I read recently in a magazine that aprons are making a comeback. Apparently even some of the most popular clothing stores are selling them. This got me to thinking about the women in my family.
I am two generations removed from regular apron use. My own mother certainly never wore an apron. I think I remember my grandmother wearing aprons, but I can’t say for sure. Most of my memories are directly linked to photographs and I can’t think of any pictures of her with one on. But I have evidence that she must have used them at one time.
My fiancé and I are living in her house because she is in a nursing home. During the cleaning process after we moved in, I found two aprons in a drawer in the china cabinet. One was plain, made of dark paisley material, and the other was fancy, with yellow organza trim.
I have trouble imagining an apron society. Did the ladies wear aprons outside of the home? Why would you need different classes of aprons? It intrigues me.
So I tied on the plain apron over my jeans one afternoon while doing housework. When my fiancĂ© got home from work he deemed it “cute.” Plus, the pocket allows for keeping tissues and my cell phone handy.
7 comments:
Actually, your mother HAS worn aprons--I used to wear them all the time as a kid, a teen and even as a young adult. And Grammy wore them constantly when she was younger. She used to have a red gingham one and it seems like she was never out of it. Aprons kept clothes clean(er) while cooking and working, and kept necessities handy. When company was coming, one wore lacy frilly ones. And then men, of course, had plainer ones for barebecuing. I have a picture of myself in an apron, I believe. At least one, maybe more.

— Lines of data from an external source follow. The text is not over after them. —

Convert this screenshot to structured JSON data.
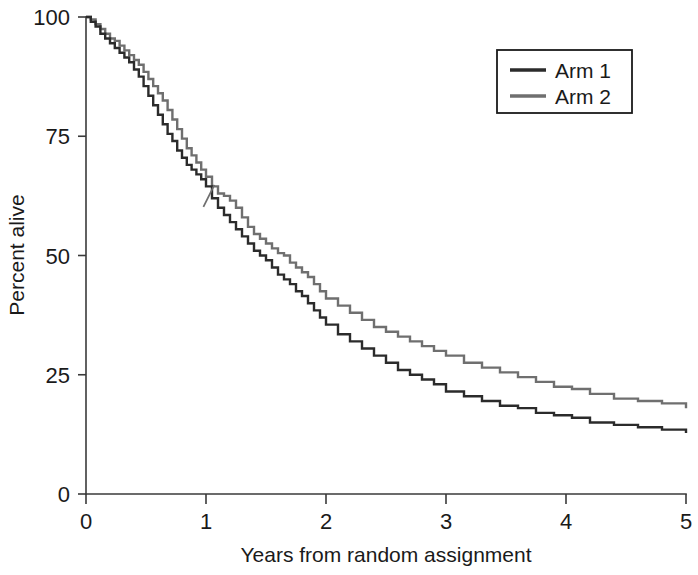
{
  "chart_data": {
    "type": "line",
    "title": "",
    "xlabel": "Years from random assignment",
    "ylabel": "Percent alive",
    "xlim": [
      0,
      5
    ],
    "ylim": [
      0,
      100
    ],
    "xticks": [
      "0",
      "1",
      "2",
      "3",
      "4",
      "5"
    ],
    "yticks": [
      "0",
      "25",
      "50",
      "75",
      "100"
    ],
    "grid": false,
    "legend_position": "top-right",
    "plot_kind": "kaplan-meier-survival-step",
    "series": [
      {
        "name": "Arm 1",
        "color": "#2b2b2b",
        "x": [
          0.0,
          0.04,
          0.08,
          0.12,
          0.16,
          0.2,
          0.24,
          0.28,
          0.32,
          0.36,
          0.4,
          0.44,
          0.48,
          0.52,
          0.56,
          0.6,
          0.64,
          0.68,
          0.72,
          0.76,
          0.8,
          0.84,
          0.88,
          0.92,
          0.96,
          1.0,
          1.05,
          1.1,
          1.15,
          1.2,
          1.25,
          1.3,
          1.35,
          1.4,
          1.45,
          1.5,
          1.55,
          1.6,
          1.65,
          1.7,
          1.75,
          1.8,
          1.85,
          1.9,
          1.95,
          2.0,
          2.1,
          2.2,
          2.3,
          2.4,
          2.5,
          2.6,
          2.7,
          2.8,
          2.9,
          3.0,
          3.15,
          3.3,
          3.45,
          3.6,
          3.75,
          3.9,
          4.05,
          4.2,
          4.4,
          4.6,
          4.8,
          5.0
        ],
        "y": [
          100.0,
          99.0,
          98.0,
          96.5,
          95.5,
          94.5,
          93.5,
          92.5,
          91.5,
          90.5,
          89.0,
          87.5,
          85.5,
          83.5,
          81.5,
          79.5,
          77.5,
          75.5,
          74.0,
          72.0,
          70.5,
          69.0,
          68.0,
          67.0,
          66.0,
          64.5,
          62.0,
          60.0,
          58.5,
          57.0,
          55.5,
          54.0,
          52.5,
          51.0,
          50.0,
          49.0,
          47.5,
          46.0,
          45.0,
          44.0,
          42.5,
          41.5,
          40.0,
          38.5,
          37.0,
          35.5,
          33.5,
          32.0,
          30.5,
          29.0,
          27.5,
          26.0,
          25.0,
          24.0,
          23.0,
          21.5,
          20.5,
          19.5,
          18.5,
          18.0,
          17.0,
          16.5,
          16.0,
          15.0,
          14.5,
          14.0,
          13.5,
          12.8
        ]
      },
      {
        "name": "Arm 2",
        "color": "#6f6f6f",
        "x": [
          0.0,
          0.04,
          0.08,
          0.12,
          0.16,
          0.2,
          0.24,
          0.28,
          0.32,
          0.36,
          0.4,
          0.44,
          0.48,
          0.52,
          0.56,
          0.6,
          0.64,
          0.68,
          0.72,
          0.76,
          0.8,
          0.84,
          0.88,
          0.92,
          0.96,
          1.0,
          1.05,
          1.1,
          1.15,
          1.2,
          1.25,
          1.3,
          1.35,
          1.4,
          1.45,
          1.5,
          1.55,
          1.6,
          1.65,
          1.7,
          1.75,
          1.8,
          1.85,
          1.9,
          1.95,
          2.0,
          2.1,
          2.2,
          2.3,
          2.4,
          2.5,
          2.6,
          2.7,
          2.8,
          2.9,
          3.0,
          3.15,
          3.3,
          3.45,
          3.6,
          3.75,
          3.9,
          4.05,
          4.2,
          4.4,
          4.6,
          4.8,
          5.0
        ],
        "y": [
          100.0,
          99.5,
          98.5,
          97.5,
          96.5,
          95.5,
          95.0,
          94.0,
          93.0,
          92.0,
          91.0,
          90.0,
          88.5,
          87.0,
          85.5,
          84.0,
          82.5,
          80.5,
          78.5,
          76.5,
          74.5,
          72.5,
          71.0,
          69.5,
          68.0,
          66.5,
          64.5,
          63.0,
          62.5,
          61.5,
          60.0,
          58.0,
          56.0,
          54.5,
          53.5,
          52.5,
          51.5,
          50.5,
          50.0,
          48.5,
          47.5,
          46.5,
          45.5,
          44.0,
          42.5,
          41.0,
          39.5,
          38.0,
          36.5,
          35.0,
          34.0,
          33.0,
          32.0,
          31.0,
          30.0,
          29.0,
          27.5,
          26.5,
          25.5,
          24.5,
          23.5,
          22.5,
          22.0,
          21.0,
          20.0,
          19.5,
          19.0,
          18.0
        ]
      }
    ],
    "censor_marks": [
      {
        "series": "Arm 2",
        "x": 1.02,
        "y": 62.5
      }
    ]
  },
  "legend": {
    "items": [
      {
        "label": "Arm 1",
        "color": "#2b2b2b"
      },
      {
        "label": "Arm 2",
        "color": "#6f6f6f"
      }
    ]
  },
  "axes": {
    "x_title": "Years from random assignment",
    "y_title": "Percent alive",
    "x_tick_labels": [
      "0",
      "1",
      "2",
      "3",
      "4",
      "5"
    ],
    "y_tick_labels": [
      "0",
      "25",
      "50",
      "75",
      "100"
    ]
  }
}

My mother always wore an apron when she was baking and such. It was very practical -- kept her clothes clean. I think for a while women of my generation resisted wearing aprons because we hated the rigid stereotype of the woman in the apron always in the kitchen. But now aprons are making a comeback (they are practical, after all) and both men and women are wearing them. I like that.
Good idea peacorpus! That would be nice, stories about the travelling apron wherein life experiences will be related from one generation to the other, from one place to another.
When cleaning at my mother's house, where my daughter and her fiance now live, we found a number of her aprons. Some wehre to old and stained to be useful and I found none of the ones I remembered. But we laid at least one for my daughter to consider that had belonged to my mother. It was the kind tied around the waist. For me, the more practical kind cover the top as well, and have roomy pockets.
I like the ones that tie around the waist the best. They are cuter! :) Thanks for all the comments.
My mother used aprons, too, and insisted that I do so (at least before I rebelled). After I went away to college, she went to Japan to teach, and there adopted their apron style, a "mama-san" or kappogi. It not only covers above and below the waist, ties in the back, but also has sleeves. Very cute, but usually too warm for me!
When I was growing up, my mother always wore an apron (the half kind) when working in the kitchen. I didn't want to bother with aprons, though, and she said there must be an "alteration of generations" because her own mother rarely wore one either. (Gosh, my mom grew up in the 1930s, the heyday, I would think, for feed-sack calico and rick-rack trim.) But inexplicably, when I moved out, I began wearing one whenever I cooked -- and full ones too. For the past 30 years, it's been a plastic apron. You don't have to wash those! They're expensive and hard-to-find, so be on the lookout at the Goodwill store. This about "covers" it.